Major League Baseball is currently trying to enact a plan to eliminate 42 minor league teams. Like a lot of things MLB thinks up, this is a very bad plan. For example, MLB once thought the Marlins were a good idea. This is the Marlins of plans.

There are many reasons why contracting minor league teams is a wretchedly shortsighted decision. A major one is that the minor leagues are currently doing yeoman’s work in introducing Pride Nights to areas where they’ve never been before.

We’ve profiled Minor League Baseball Specialist for Diversity & Inclusion Ben Pereira a few times on Outsports. Last year, he oversaw the implementation of 71 Pride Nights throughout the minors and was recognized as one of BEQ Pride Magazine’s Forty LGBTQ Leaders Under 40.

Last week, I spoke with Pereira for the 3 Strikes, You’re Out podcast; based on his plans for 2020, last year’s packed schedule was going to be just the beginning. Before the coronavirus brought sports to a halt throughout the country, 81 minor league teams had scheduled Pride Nights during the coming season.

That rarest of all images: likable Yankees. The Staten Island Yankees wore rainbow pinstripes for their 2019 Pride Night.

Comparatively, as recently as 2017, MiLB celebrated only about 20 Pride Nights during the year. Normally, this kind of statistical improvement in modern baseball is only possible if you conspire to have somebody bang on a trash can whenever a changeup is coming.

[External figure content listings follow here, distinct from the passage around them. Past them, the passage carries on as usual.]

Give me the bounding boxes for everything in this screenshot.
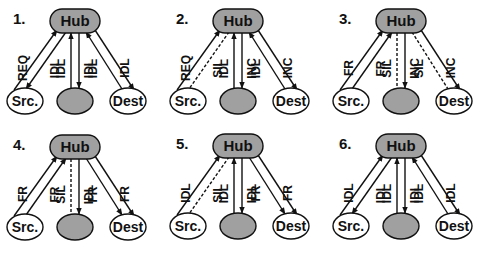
edge-label: INC [444,57,458,78]
hub-label: Hub [386,12,415,29]
src-label: Src. [338,218,364,234]
hub-label: Hub [60,12,89,29]
edge-label: FR [86,186,100,202]
panel-1: 1.REQIDLIDLIDLIDLIDLHubSrc.Dest [7,9,146,114]
edge-label: IDL [118,58,132,77]
hub-label: Hub [223,12,252,29]
dest-label: Dest [439,218,470,234]
panel-5: 5.IDLSILIDLIDLFRFRHubSrc.Dest [170,134,309,239]
hub-label: Hub [386,137,415,154]
edge-label: IDL [217,59,231,78]
edge-hub-to-dest-fr [95,156,134,216]
panel-3: 3.FRFRSILINCSILINCHubSrc.Dest [333,9,472,114]
src-label: Src. [338,93,364,109]
dest-label: Dest [276,218,307,234]
panel-number: 5. [176,135,189,152]
src-label: Src. [12,219,38,235]
panel-number: 1. [13,10,26,27]
edge-label: REQ [16,55,30,81]
hub-label: Hub [223,137,252,154]
edge-label: IDL [217,184,231,203]
edge-label: SIL [412,59,426,78]
edge-label: IDL [179,183,193,202]
dest-label: Dest [113,93,144,109]
panel-number: 6. [339,135,352,152]
edge-label: IDL [380,184,394,203]
dest-label: Dest [113,219,144,235]
hub-protocol-diagram: 1.REQIDLIDLIDLIDLIDLHubSrc.Dest2.REQSILI… [0,0,479,259]
edge-label: REQ [179,55,193,81]
edge-label: IDL [54,59,68,78]
edge-label: FR [342,60,356,76]
panels-container: 1.REQIDLIDLIDLIDLIDLHubSrc.Dest2.REQSILI… [7,9,472,240]
dest-label: Dest [276,93,307,109]
panel-number: 4. [13,136,26,153]
dest-label: Dest [439,93,470,109]
mid-node [57,88,93,114]
edge-label: IDL [444,183,458,202]
edge-src-to-hub-fr [14,156,57,216]
src-label: Src. [12,93,38,109]
src-label: Src. [175,218,201,234]
hub-label: Hub [60,138,89,155]
mid-node [383,213,419,239]
mid-node [383,88,419,114]
panel-number: 2. [176,10,189,27]
edge-label: IDL [342,183,356,202]
edge-label: FR [118,186,132,202]
edge-label: FR [249,185,263,201]
edge-label: INC [281,57,295,78]
mid-node [220,213,256,239]
edge-hub-to-dest-fr [258,155,297,215]
mid-node [57,214,93,240]
src-label: Src. [175,93,201,109]
edge-label: IDL [249,59,263,78]
edge-label: FR [281,185,295,201]
edge-label: FR [16,186,30,202]
edge-label: IDL [86,59,100,78]
panel-6: 6.IDLIDLIDLIDLIDLIDLHubSrc.Dest [333,134,472,239]
panel-2: 2.REQSILIDLINCIDLINCHubSrc.Dest [170,9,309,114]
mid-node [220,88,256,114]
edge-label: IDL [412,184,426,203]
edge-label: SIL [380,59,394,78]
panel-number: 3. [339,10,352,27]
panel-4: 4.FRFRSILIDLFRFRHubSrc.Dest [7,135,146,240]
edge-src-to-hub-fr [340,30,383,90]
edge-label: SIL [54,185,68,204]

Pereira gave an inside look behind Pride’s explosive growth throughout the minors:

“I think there was a little bit of trepidation initially with some clubs. Like, ‘Does this make sense? We’re more rural, we’re more southern, we’re more conservative. How is our community going to respond to this?’ With last year as an example, all of those concerns are null and void.

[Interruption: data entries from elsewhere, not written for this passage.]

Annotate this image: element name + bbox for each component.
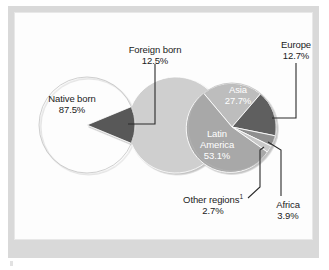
label-asia-value: 27.7% bbox=[210, 95, 266, 106]
label-native-born-name: Native born bbox=[48, 93, 95, 104]
label-latin-america-value: 53.1% bbox=[186, 150, 248, 161]
label-europe-value: 12.7% bbox=[266, 50, 326, 61]
label-africa: Africa 3.9% bbox=[260, 199, 316, 221]
chart-figure: Native born 87.5% Foreign born 12.5% Asi… bbox=[0, 0, 329, 270]
label-latin-america: Latin America 53.1% bbox=[186, 128, 248, 161]
leader-africa bbox=[268, 142, 281, 196]
label-other-regions-value: 2.7% bbox=[171, 205, 255, 216]
label-latin-america-line2: America bbox=[186, 139, 248, 150]
label-africa-value: 3.9% bbox=[260, 210, 316, 221]
footnote-rule bbox=[10, 261, 13, 266]
leader-europe bbox=[272, 63, 296, 118]
label-other-regions-name: Other regions bbox=[183, 194, 239, 205]
label-other-regions: Other regions1 2.7% bbox=[171, 191, 255, 216]
label-africa-name: Africa bbox=[276, 199, 300, 210]
label-asia: Asia 27.7% bbox=[210, 84, 266, 106]
label-europe: Europe 12.7% bbox=[266, 39, 326, 61]
label-foreign-born-name: Foreign born bbox=[129, 44, 182, 55]
label-native-born-value: 87.5% bbox=[30, 104, 114, 115]
footnote-marker: 1 bbox=[239, 193, 243, 200]
label-europe-name: Europe bbox=[281, 39, 311, 50]
label-latin-america-line1: Latin bbox=[207, 128, 227, 139]
label-asia-name: Asia bbox=[229, 84, 247, 95]
label-native-born: Native born 87.5% bbox=[30, 93, 114, 115]
label-foreign-born: Foreign born 12.5% bbox=[110, 44, 200, 66]
label-foreign-born-value: 12.5% bbox=[110, 55, 200, 66]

“There weren’t any markets that had any issues with Pride Nights. Particularly, it was some of the more rural conservative ones that actually did better. And that’s because in those markets, the community might not always feel seen. It might not always have those opportunities where they can go out and celebrate being their authentic selves.”

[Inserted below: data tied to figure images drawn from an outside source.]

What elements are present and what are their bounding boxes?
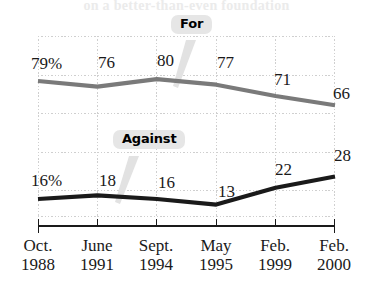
callout-badge-for: For [171,15,212,34]
x-tick-month-1: June [66,236,128,255]
value-label-for-2: 80 [157,52,174,70]
value-label-against-3: 13 [218,183,235,201]
value-label-against-1: 18 [99,172,116,190]
x-tick-year-2: 1994 [125,255,187,274]
x-tick-label-4: Feb. 1999 [244,236,306,274]
x-tick-label-5: Feb. 2000 [303,236,365,274]
x-axis [38,219,335,233]
x-tick-label-3: May 1995 [185,236,247,274]
x-tick-month-2: Sept. [125,236,187,255]
x-tick-year-3: 1995 [185,255,247,274]
value-label-against-4: 22 [275,161,292,179]
callout-badge-against: Against [113,130,185,149]
value-label-against-0: 16% [31,172,62,190]
value-label-against-5: 28 [334,147,351,165]
x-tick-label-2: Sept. 1994 [125,236,187,274]
x-tick-year-1: 1991 [66,255,128,274]
value-label-for-5: 66 [333,85,350,103]
x-tick-label-0: Oct. 1988 [7,236,69,274]
x-tick-month-4: Feb. [244,236,306,255]
chart-container: on a better-than-even foundation [0,0,373,288]
callout-leaders [115,40,196,204]
x-tick-year-0: 1988 [7,255,69,274]
x-tick-label-1: June 1991 [66,236,128,274]
value-label-against-2: 16 [158,174,175,192]
value-label-for-3: 77 [217,54,234,72]
value-label-for-1: 76 [98,54,115,72]
value-label-for-0: 79% [31,55,62,73]
x-tick-year-5: 2000 [303,255,365,274]
x-tick-year-4: 1999 [244,255,306,274]
x-tick-month-0: Oct. [7,236,69,255]
x-tick-month-5: Feb. [303,236,365,255]
value-label-for-4: 71 [274,71,291,89]
x-tick-month-3: May [185,236,247,255]
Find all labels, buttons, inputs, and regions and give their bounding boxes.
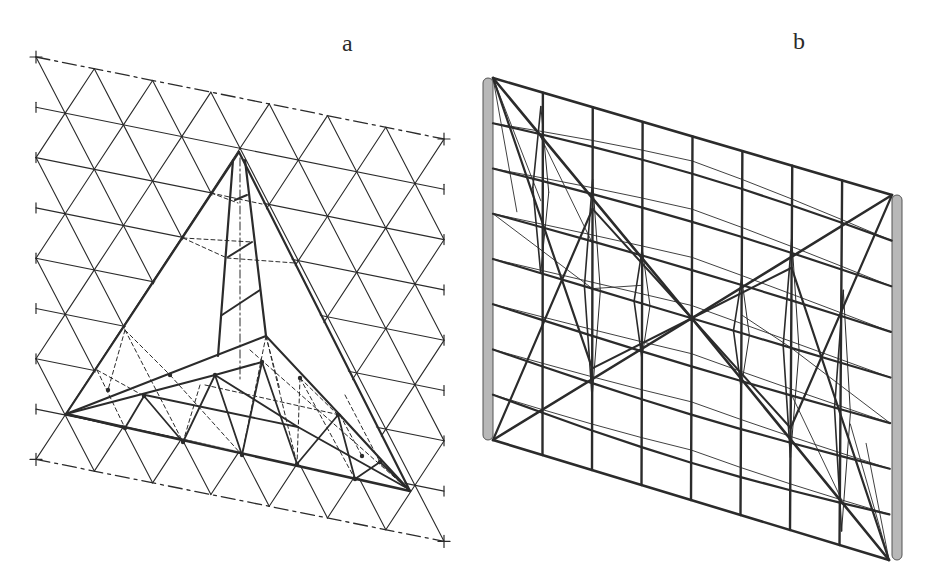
panel-a-label: a — [342, 30, 353, 57]
secondary-cable — [742, 227, 792, 246]
bowed-strut — [843, 290, 850, 413]
grid-row — [543, 135, 593, 147]
secondary-cable — [792, 199, 842, 220]
secondary-cable — [642, 390, 692, 402]
grid-row — [643, 160, 693, 174]
secondary-cable — [841, 313, 891, 332]
secondary-cable — [642, 246, 692, 257]
grid-row — [840, 456, 890, 469]
secondary-cable — [592, 377, 642, 390]
grid-row — [642, 399, 692, 414]
web-cable — [493, 78, 541, 201]
grid-row — [592, 336, 642, 351]
web-cable — [493, 78, 517, 212]
grid-row — [493, 304, 543, 320]
secondary-cable — [493, 259, 543, 271]
panel-b-label: b — [793, 28, 805, 55]
secondary-cable — [592, 330, 642, 342]
bowed-strut — [533, 107, 541, 188]
grid-row — [493, 395, 543, 413]
grid-row — [792, 253, 842, 269]
secondary-cable — [741, 420, 791, 437]
grid-row — [791, 300, 841, 316]
bowed-strut — [533, 188, 541, 274]
grid-row — [792, 205, 842, 222]
secondary-cable — [741, 468, 791, 484]
secondary-cable — [643, 150, 693, 161]
left-post — [483, 78, 493, 440]
panel-b-diagram — [0, 0, 932, 584]
grid-row — [692, 174, 742, 189]
grid-row — [493, 259, 543, 274]
secondary-cable — [742, 276, 792, 295]
grid-row — [592, 383, 642, 399]
grid-row — [493, 350, 543, 367]
grid-row — [692, 222, 742, 237]
center-node — [689, 315, 695, 321]
secondary-cable — [493, 395, 543, 410]
grid-row — [742, 189, 792, 205]
right-post — [892, 195, 902, 560]
secondary-cable — [493, 304, 543, 317]
grid-row — [742, 237, 792, 253]
grid-row — [742, 285, 792, 300]
grid-row — [741, 477, 791, 490]
secondary-cable — [493, 350, 543, 364]
grid-row — [642, 351, 692, 366]
secondary-cable — [642, 438, 692, 450]
grid-row — [592, 430, 642, 447]
secondary-cable — [642, 198, 692, 209]
grid-row — [840, 409, 890, 423]
web-cable — [850, 424, 889, 560]
grid-row — [642, 447, 692, 463]
secondary-cable — [840, 406, 890, 423]
secondary-cable — [842, 266, 892, 286]
grid-row — [642, 208, 692, 222]
secondary-cable — [592, 424, 642, 438]
figure-canvas: a b — [0, 0, 932, 584]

In small rural or conservative areas, a minor league Pride Night is not just a successful promotion, it’s a time where a rural town’s LGBTQ population can be welcomed and celebrated without fear or the need to hide who they are. Which means that in those areas, Minor League Baseball is performing a public service and an essential gesture of basic humanity.

So you can see why MLB owners would want to get rid of that ASAP.

Indeed, as Pereira detailed, Pride Night’s greatest success goes beyond metropolitan areas like Brooklyn and Hartford. He cited towns like Ogden, Utah and Pulaski, Virginia as examples of new Pride Night markets that he was most looking forward to adding in 2020. Which meant that Pride would’ve been taking place in a Mormon town about an hour’s drive from BYU, and a small village in western Virginia’s Blue Ridge Mountains. That would’ve really been something.

Pride comes to Montana: the Missoula Osprey wear rainbow wristbands for their 2019 Pride Night. The Osprey have since rebranded as the Missoula PaddleHeads.

It wasn’t just the new markets that would’ve made 2020 exciting. Pereira also confirmed what Outsports reported last month: that the Hartford Yard Goats were going to celebrate three Pride Nights throughout the season, one more than in 2019, “because they wanted it to be considered normal that you can have more than one.”

Not to be outdone, the Daytona Tortugas had scheduled Pride events in June and August for their city’s local LGBTQ community and incoming student LGBTQ population, respectively. Which is an especially great idea because a specialized Pride Night for students has the potential to hook a younger LGBTQ generation on baseball. That’s what MiLB does best.

Lessons on turning teens and twenty-somethings into baseball fans are something that MLB could stand to learn. But that would require owners who were committed to something other than the bottom line. And after the Cubs won the World Series, baseball might have used up all of its miracles for this century.